Critics of Christianity, and often Christians themselves, wonder why at times it seems that God is hidden from us. God never makes himself so obvious it is impossible for us to doubt. Why doesn’t he, they always and we sometimes ask, make himself more obvious? That’s a fair question, and not only one we modern people enveloped in a secular culture ask. As an answer, I’ve discovered reading the Bible from cover to cover, and also writing my way through my reading, that God rarely makes himself so obvious that it can’t be explained in some other way. There are few times in redemptive history that Yahweh, Israel’s God, makes himself so obvious that it would seem impossible for the people to question his existence, but that never determines their trust in and obedience to him.

I love that the Bible is this way because it’s not terribly different than our own lived experience, as it has been all throughout the history of the Church for his people. If what we read in the Bible was completely different than our partially hidden encounter with God, then I would have a tough time believing it was true. As it is, the Bible reads real. The examples are endless, but something that stands out to me is the passage of time; God is never in a hurry. Doesn’t it seem that way in our lives? His timeline and ours rarely intersect. In the Bible that’s magnified a zillion times.

A great example comes almost from the beginning. In Genesis 15 as the Lord is establishing his covenant with Abram in some bizarre ancient ritual, he tells him that “for four hundred years your descendants will be strangers in a country not their own and that they will be enslaved and mistreated there.” Come again? Did you say 400 years? Think about it, 400 years ago was 1618! In 1620 the Mayflower Compact was signed, and Plymouth Colony founded in Massachusetts. That’s a long time ago! What a strange way for God to start encouraging his chosen vessel through which to bless all the peoples of the earth. Not to mention that Abram’s descendants will be in slavery those 400 years. Wow, thanks God. Can’t wait! 

You notice reading through Scripture God never makes it easy for his people to trust him, and things taking a very long time is part of that. You would think if these were all made up stories (as skeptics claim to know with absolute certainty), God would be a bit more obvious to his people and easier to follow, but he’s not. Speaking of Abram, how about his life. God picks a 75 year-old man out of all the men in the ancient near east to make into a great nation through his offspring. You’d think he might pick someone a tad younger? But no, he picks an old man and a barren wife, then tells him to up and leave everything to go to some strange land he’ll inherit that’s supposed to be really great, but is has all kinds of different peoples living in it. Ten years and no children later (Abram 85, Sarai 10 years younger), how might you feel? Maybe God changed his mind? Maybe it wasn’t really God after all? Maybe you just imagine God spoke to you? After numerous old people sexual encounters (which is a lot of work!), and still barren, Sarai might have been telling Abram exactly this.

Finally Sarai and Abram take things into their own hands because waiting for God to do something just isn’t working. Abram has a child, Ishmael, through an Egyptian maidservant of Sarai. Bad idea, but understandable. Then the story skips 13(!) years when Abram is 99. So it’s been 24(!) years since God’s promise, and nothing, zip, zero, nada. That’s a lot of fruitless sex! But at 99 the Lord shows up again, obviously in no hurry. He confirms his covenant promise to the renamed Abraham (to show that time literally is nothing to him, God changes his name from exalted father to father of many), and you have to love Abraham’s response: “he laughed and said to himself, ‘Will a son be born to a man a hundred years old? Will Sarah bear a child at the age of ninety?'” Notice he didn’t quite have the guts to say it to God’s face, if you will. God ignores the question. And since God has a sense of humor he says the child’s name will be “he laughs,” or Isaac. Then the Lord appears to Abraham and this time Sarah as well, and she also laughs at the announcement of the child to come, but denies it. It’s like God wants them to remember every time they see their promised child that they thought he couldn’t pull it off. He does!

As I tell my children all the time, the Bible has verisimilitude in spades, that is, it has the the appearance of being true or real. The so called hiddeness of God is part of that, and is the way he’s always related to his people. Next time you read the Bible you’ll notice it everywhere. You’ll also notice the times where God does make himself obvious, or when Jesus in the gospels does miracles to prove who he is, it doesn’t make any difference. Whether someone trusts in God, like Abram did and it was credited to him as righteousness, is not an intellectual issue, but a moral one. It is not an evidentiary issue, of which there is plenty, but an issue of God turning a heart of stone to a heart of flesh. And building in his people the trust muscle, if you will.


Task objective
Check each line of the data, and copy those where "Kong" appears.

(Records from a collection of figures)
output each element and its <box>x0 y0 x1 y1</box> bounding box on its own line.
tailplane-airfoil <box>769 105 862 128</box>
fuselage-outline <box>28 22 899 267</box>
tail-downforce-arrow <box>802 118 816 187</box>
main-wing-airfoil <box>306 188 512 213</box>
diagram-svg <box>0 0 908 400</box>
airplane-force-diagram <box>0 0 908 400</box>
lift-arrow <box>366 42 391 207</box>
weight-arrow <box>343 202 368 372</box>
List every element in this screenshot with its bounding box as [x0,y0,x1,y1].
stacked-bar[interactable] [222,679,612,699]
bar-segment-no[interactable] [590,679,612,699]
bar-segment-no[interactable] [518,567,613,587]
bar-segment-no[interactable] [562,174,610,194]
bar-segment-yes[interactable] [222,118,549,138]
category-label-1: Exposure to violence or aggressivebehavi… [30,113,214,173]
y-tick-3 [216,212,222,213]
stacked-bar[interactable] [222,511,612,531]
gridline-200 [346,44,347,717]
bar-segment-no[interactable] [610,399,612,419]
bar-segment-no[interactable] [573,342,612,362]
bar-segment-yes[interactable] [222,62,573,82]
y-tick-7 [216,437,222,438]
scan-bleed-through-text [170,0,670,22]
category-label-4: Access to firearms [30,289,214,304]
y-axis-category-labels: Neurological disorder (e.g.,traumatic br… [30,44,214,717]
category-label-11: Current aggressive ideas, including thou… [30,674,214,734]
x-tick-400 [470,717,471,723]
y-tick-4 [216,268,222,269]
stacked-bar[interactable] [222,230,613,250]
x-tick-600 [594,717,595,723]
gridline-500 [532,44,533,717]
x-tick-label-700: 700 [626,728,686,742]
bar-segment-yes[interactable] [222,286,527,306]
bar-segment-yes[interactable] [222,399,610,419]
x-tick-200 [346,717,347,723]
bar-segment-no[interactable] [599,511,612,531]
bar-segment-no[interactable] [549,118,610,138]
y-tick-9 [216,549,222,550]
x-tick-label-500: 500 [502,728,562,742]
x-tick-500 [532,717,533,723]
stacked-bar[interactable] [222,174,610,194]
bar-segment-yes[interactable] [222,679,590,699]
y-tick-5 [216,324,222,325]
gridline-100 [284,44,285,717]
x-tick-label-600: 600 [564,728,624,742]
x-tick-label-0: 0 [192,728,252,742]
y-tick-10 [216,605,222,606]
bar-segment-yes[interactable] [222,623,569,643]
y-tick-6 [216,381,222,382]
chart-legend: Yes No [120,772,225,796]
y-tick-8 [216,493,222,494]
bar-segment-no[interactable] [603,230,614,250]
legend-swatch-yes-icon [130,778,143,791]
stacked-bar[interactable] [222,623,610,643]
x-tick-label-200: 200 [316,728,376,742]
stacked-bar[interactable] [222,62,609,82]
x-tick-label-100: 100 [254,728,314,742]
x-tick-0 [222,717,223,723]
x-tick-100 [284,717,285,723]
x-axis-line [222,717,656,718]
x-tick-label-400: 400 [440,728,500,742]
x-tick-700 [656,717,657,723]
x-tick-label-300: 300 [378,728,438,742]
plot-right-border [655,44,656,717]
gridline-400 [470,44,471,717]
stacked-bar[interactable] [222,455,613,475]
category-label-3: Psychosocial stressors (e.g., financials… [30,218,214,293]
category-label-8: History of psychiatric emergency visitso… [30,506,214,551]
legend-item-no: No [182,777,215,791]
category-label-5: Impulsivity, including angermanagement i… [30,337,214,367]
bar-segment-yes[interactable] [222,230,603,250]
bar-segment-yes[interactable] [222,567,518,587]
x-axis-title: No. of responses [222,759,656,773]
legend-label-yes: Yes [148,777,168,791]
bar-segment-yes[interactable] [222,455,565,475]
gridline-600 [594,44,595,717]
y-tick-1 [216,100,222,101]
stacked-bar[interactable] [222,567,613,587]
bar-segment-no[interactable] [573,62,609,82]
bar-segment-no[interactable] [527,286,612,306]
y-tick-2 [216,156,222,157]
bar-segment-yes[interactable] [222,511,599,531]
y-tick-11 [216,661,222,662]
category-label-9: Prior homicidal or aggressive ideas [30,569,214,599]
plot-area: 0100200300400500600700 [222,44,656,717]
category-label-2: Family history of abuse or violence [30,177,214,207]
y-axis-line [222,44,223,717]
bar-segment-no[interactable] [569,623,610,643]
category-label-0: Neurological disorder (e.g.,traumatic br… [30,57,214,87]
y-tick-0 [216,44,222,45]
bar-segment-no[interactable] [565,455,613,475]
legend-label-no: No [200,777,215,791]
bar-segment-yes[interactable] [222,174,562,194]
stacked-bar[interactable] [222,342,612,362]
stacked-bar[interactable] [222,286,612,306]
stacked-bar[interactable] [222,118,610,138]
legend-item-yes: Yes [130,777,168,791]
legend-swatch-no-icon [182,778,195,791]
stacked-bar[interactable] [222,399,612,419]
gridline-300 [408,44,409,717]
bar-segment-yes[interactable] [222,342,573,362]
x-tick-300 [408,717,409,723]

==

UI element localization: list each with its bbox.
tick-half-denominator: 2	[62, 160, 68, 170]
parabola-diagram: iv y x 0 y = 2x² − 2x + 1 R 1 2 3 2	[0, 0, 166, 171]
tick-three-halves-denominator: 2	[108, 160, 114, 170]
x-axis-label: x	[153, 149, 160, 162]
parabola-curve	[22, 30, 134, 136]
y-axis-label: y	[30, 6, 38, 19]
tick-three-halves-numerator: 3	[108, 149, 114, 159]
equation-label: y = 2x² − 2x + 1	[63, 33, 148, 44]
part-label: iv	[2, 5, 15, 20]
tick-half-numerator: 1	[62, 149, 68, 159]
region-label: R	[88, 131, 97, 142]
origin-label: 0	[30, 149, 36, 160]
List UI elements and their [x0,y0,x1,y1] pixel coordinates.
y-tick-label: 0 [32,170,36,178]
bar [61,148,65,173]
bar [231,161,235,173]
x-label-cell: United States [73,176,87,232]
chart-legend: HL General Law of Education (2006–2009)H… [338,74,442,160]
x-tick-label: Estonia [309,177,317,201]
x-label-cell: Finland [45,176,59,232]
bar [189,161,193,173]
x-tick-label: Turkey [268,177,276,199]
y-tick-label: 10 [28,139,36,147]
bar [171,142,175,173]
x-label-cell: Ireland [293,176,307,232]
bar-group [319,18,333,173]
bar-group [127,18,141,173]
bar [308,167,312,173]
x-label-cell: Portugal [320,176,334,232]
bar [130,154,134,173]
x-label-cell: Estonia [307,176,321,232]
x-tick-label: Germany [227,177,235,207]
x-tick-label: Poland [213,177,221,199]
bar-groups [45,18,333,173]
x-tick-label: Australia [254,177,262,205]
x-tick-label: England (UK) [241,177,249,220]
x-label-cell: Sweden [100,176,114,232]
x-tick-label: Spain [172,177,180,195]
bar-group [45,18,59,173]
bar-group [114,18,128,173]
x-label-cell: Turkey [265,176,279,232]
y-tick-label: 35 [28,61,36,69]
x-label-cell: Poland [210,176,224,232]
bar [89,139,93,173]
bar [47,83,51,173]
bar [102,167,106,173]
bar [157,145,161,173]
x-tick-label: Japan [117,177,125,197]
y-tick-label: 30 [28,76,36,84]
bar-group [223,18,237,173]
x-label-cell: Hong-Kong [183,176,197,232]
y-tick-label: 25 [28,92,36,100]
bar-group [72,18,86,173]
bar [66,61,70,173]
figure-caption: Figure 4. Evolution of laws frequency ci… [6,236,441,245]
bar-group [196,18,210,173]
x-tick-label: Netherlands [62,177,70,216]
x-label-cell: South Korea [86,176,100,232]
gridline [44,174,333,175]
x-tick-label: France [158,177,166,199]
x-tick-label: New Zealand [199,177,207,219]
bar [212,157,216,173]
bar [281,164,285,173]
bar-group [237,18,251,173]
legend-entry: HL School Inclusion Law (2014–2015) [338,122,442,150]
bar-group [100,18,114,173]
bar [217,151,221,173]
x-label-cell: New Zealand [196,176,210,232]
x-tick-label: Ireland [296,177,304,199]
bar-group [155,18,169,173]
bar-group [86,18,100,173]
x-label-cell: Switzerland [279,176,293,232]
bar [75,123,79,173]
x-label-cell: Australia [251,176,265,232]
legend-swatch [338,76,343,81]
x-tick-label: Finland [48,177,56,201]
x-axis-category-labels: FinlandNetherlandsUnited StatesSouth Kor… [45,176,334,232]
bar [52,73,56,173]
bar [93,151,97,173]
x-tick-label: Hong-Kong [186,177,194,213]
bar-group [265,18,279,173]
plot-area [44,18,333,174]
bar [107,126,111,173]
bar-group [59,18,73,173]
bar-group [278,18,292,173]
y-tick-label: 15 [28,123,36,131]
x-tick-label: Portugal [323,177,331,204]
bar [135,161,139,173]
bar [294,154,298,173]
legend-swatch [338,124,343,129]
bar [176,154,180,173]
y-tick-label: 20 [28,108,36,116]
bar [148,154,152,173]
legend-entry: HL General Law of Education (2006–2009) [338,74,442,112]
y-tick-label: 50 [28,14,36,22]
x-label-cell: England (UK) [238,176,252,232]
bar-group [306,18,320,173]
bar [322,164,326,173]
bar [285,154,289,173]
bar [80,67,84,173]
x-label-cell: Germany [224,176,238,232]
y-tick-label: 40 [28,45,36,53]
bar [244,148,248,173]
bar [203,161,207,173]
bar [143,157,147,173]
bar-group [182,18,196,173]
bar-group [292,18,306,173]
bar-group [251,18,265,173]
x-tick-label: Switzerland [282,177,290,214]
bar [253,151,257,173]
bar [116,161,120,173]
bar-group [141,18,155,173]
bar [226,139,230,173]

==

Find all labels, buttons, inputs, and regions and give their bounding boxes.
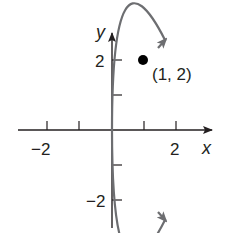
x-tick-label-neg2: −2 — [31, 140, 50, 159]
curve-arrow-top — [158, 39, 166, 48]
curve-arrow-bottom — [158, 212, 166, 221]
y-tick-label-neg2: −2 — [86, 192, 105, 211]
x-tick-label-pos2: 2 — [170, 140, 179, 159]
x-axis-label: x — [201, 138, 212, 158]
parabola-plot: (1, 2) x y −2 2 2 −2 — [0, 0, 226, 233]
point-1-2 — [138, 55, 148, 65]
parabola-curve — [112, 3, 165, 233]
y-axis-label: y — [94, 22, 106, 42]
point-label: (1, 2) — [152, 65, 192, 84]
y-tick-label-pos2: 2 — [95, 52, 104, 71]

Written answer
x-label-cell: Hong-Kong [183,176,197,232]
x-tick-label: Hong-Kong [186,177,194,213]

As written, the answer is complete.